Another fragment from my soon to be well received first novel, "The Accidental Murderer."
Claude turned off the Expressway and drove into a quiet, little North Shore town named after a mollusk. He drove nice and slow, which was how the local cops liked it. Darlene loved the place. “Wow!” she enthused, “this place is great! I wish we’d got here before all the leaves fell.”
They drove into a neighborhood where the houses were not so close together and there was still a lot of green around. There was a corner house with a long driveway that ended around the back; Claude drove in, parked near the back door, and got out. Darlene followed, but not until Claude had already knocked on the door. There were no signs of life.
“See,” Darlene said in a scolding tone, “I told you to call first.”
“It don’t matter.” There was a free standing garage at the back of the property, and behind that was a row of tall, straight fir trees that blocked the view from the next house. Claude walked around the back of the garage. Darlene didn’t follow him, she figured he had to take a leak. There was a compost box against the back wall of the garage, and that’s where Claude went. He opened the top: nothing had been disturbed. He reached in and brushed some fresh leaves off the top before he found what he was looking for, what he had left there several days before. The owner of the house was a Skull.
“Where did you get that?” Darlene, always asking questions. “What’d I tell you?” Claude went over to the car, opened the driver’s door and reached in to unlock the back door. “You drive,” he told Darlene, and he climbed into the back. She just said, “okay,” and got into the driver’s seat. When they set off, Claude was holding a cookie tin on his lap.
“Where should I go,” a reasonable question for a change. “Just go back to the Expressway, the way we came,” adding upon reflection, “and not too fast.”
He opened the tin and took out something wrapped in a rag. Darlene was still jazzed about the town. “This is great out here! Look’t all the room, and the air and everything, it’s great!” It was a nice town, an old town, nothing was cheap, not houses, not gas, not pizza, nothing. Claude liked it too, but only for its small, rocky beach. “It’s too quiet,” he said, “even sleepin’ in a house is like campin’.”
As they approached the Expressway, Claude told Darlene to get on, going east. He was sitting in the back using the rag to clean some of the oil off of a large pistol, a magnum, stainless steel, black plastic handgrips, four inch barrel, named by its manufacturer after a particularly disagreeable snake. Claude loved this gun. He’d only fired it a couple of times, and never in anger. He loved it because it terrified people so much that it was unnecessary to shoot them. It just looked dangerous, in fact, it looked like a cannon. He wasn’t even planning to take it out today, just open his jacket with the pistol in his belt while he talked to a guy, a guy who owed him money. Darlene heard a mechanical noise and asked, “is that the car?”
“No,” he said, and the low, clicking sound continued.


» **What is expected**: Where the records appear below, transcribe them exactly, leaving none out.

» **Exercise material**:

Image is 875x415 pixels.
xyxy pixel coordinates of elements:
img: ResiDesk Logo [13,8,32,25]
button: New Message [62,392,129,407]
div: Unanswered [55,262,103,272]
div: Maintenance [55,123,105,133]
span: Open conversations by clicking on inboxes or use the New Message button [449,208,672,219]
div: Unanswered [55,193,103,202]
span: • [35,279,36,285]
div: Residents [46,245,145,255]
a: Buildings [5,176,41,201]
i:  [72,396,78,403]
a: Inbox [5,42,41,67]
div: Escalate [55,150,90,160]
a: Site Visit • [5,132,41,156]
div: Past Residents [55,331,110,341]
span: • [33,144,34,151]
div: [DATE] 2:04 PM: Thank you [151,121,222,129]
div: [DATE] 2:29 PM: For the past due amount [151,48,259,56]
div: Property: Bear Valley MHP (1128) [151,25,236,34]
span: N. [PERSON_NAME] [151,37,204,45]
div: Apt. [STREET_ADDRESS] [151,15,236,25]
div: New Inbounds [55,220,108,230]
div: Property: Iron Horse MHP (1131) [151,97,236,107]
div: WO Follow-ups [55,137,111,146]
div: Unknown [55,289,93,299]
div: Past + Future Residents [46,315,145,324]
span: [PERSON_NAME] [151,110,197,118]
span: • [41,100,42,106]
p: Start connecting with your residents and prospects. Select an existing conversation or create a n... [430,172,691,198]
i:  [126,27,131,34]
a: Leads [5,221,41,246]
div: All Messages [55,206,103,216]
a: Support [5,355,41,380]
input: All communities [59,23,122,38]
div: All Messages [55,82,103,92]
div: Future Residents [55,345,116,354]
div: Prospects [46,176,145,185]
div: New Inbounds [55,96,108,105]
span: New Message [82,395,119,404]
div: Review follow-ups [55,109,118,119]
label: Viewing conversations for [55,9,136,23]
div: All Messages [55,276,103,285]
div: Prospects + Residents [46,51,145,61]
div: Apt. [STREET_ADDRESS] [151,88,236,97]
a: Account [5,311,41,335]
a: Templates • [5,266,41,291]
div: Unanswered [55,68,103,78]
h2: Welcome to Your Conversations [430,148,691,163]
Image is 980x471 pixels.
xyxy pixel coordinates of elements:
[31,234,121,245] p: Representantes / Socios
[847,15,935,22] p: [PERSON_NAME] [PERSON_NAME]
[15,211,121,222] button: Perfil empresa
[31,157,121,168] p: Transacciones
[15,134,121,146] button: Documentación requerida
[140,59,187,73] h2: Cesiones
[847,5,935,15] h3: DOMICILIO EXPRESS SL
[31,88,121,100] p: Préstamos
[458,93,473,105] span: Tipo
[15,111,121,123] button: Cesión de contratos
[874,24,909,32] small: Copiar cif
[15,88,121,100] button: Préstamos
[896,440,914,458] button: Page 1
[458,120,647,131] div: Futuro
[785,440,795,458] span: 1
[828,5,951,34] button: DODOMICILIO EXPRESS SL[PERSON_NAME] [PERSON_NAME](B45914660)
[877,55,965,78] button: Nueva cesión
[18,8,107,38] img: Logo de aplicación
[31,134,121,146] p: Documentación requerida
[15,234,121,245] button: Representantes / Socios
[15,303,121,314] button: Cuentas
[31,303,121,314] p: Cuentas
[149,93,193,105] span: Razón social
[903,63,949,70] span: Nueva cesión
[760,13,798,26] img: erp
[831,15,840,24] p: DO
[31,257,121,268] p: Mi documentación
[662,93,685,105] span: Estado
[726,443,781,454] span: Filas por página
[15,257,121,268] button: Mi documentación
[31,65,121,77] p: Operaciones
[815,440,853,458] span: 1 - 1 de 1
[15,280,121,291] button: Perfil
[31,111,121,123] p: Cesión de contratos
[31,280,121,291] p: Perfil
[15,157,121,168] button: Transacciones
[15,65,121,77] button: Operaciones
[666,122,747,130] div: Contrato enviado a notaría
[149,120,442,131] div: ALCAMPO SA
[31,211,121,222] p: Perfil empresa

» **Your solution**:
Image is 875x415 pixels.
xyxy pixel coordinates of elements:
img: ResiDesk Logo [13,8,32,25]
button: New Message [62,392,129,407]
div: Unanswered [55,262,103,272]
div: Maintenance [55,123,105,133]
span: Open conversations by clicking on inboxes or use the New Message button [449,208,672,219]
div: Unanswered [55,193,103,202]
span: • [35,279,36,285]
div: Residents [46,245,145,255]
a: Buildings [5,176,41,201]
i:  [72,396,78,403]
a: Inbox [5,42,41,67]
div: Escalate [55,150,90,160]
a: Site Visit • [5,132,41,156]
div: Past Residents [55,331,110,341]
span: • [33,144,34,151]
div: [DATE] 2:04 PM: Thank you [151,121,222,129]
div: [DATE] 2:29 PM: For the past due amount [151,48,259,56]
div: Property: Bear Valley MHP (1128) [151,25,236,34]
span: N. [PERSON_NAME] [151,37,204,45]
div: Apt. [STREET_ADDRESS] [151,15,236,25]
div: New Inbounds [55,220,108,230]
div: Property: Iron Horse MHP (1131) [151,97,236,107]
div: WO Follow-ups [55,137,111,146]
div: Unknown [55,289,93,299]
div: Past + Future Residents [46,315,145,324]
span: [PERSON_NAME] [151,110,197,118]
span: • [41,100,42,106]
p: Start connecting with your residents and prospects. Select an existing conversation or create a n... [430,172,691,198]
i:  [126,27,131,34]
a: Leads [5,221,41,246]
div: All Messages [55,206,103,216]
a: Support [5,355,41,380]
input: All communities [59,23,122,38]
div: All Messages [55,82,103,92]
div: Future Residents [55,345,116,354]
div: Prospects [46,176,145,185]
div: New Inbounds [55,96,108,105]
span: New Message [82,395,119,404]
div: Review follow-ups [55,109,118,119]
label: Viewing conversations for [55,9,136,23]
div: All Messages [55,276,103,285]
div: Prospects + Residents [46,51,145,61]
div: Apt. [STREET_ADDRESS] [151,88,236,97]
a: Account [5,311,41,335]
a: Templates • [5,266,41,291]
div: Unanswered [55,68,103,78]
h2: Welcome to Your Conversations [430,148,691,163]
Image is 980x471 pixels.
xyxy pixel coordinates of elements:
[31,234,121,245] p: Representantes / Socios
[847,15,935,22] p: [PERSON_NAME] [PERSON_NAME]
[15,211,121,222] button: Perfil empresa
[31,157,121,168] p: Transacciones
[15,134,121,146] button: Documentación requerida
[140,59,187,73] h2: Cesiones
[847,5,935,15] h3: DOMICILIO EXPRESS SL
[31,88,121,100] p: Préstamos
[458,93,473,105] span: Tipo
[15,111,121,123] button: Cesión de contratos
[874,24,909,32] small: Copiar cif
[15,88,121,100] button: Préstamos
[896,440,914,458] button: Page 1
[458,120,647,131] div: Futuro
[785,440,795,458] span: 1
[828,5,951,34] button: DODOMICILIO EXPRESS SL[PERSON_NAME] [PERSON_NAME](B45914660)
[877,55,965,78] button: Nueva cesión
[18,8,107,38] img: Logo de aplicación
[31,134,121,146] p: Documentación requerida
[15,234,121,245] button: Representantes / Socios
[15,303,121,314] button: Cuentas
[31,303,121,314] p: Cuentas
[149,93,193,105] span: Razón social
[903,63,949,70] span: Nueva cesión
[760,13,798,26] img: erp
[831,15,840,24] p: DO
[31,257,121,268] p: Mi documentación
[662,93,685,105] span: Estado
[726,443,781,454] span: Filas por página
[15,257,121,268] button: Mi documentación
[31,65,121,77] p: Operaciones
[815,440,853,458] span: 1 - 1 de 1
[15,280,121,291] button: Perfil
[31,111,121,123] p: Cesión de contratos
[31,280,121,291] p: Perfil
[15,157,121,168] button: Transacciones
[15,65,121,77] button: Operaciones
[666,122,747,130] div: Contrato enviado a notaría
[149,120,442,131] div: ALCAMPO SA
[31,211,121,222] p: Perfil empresa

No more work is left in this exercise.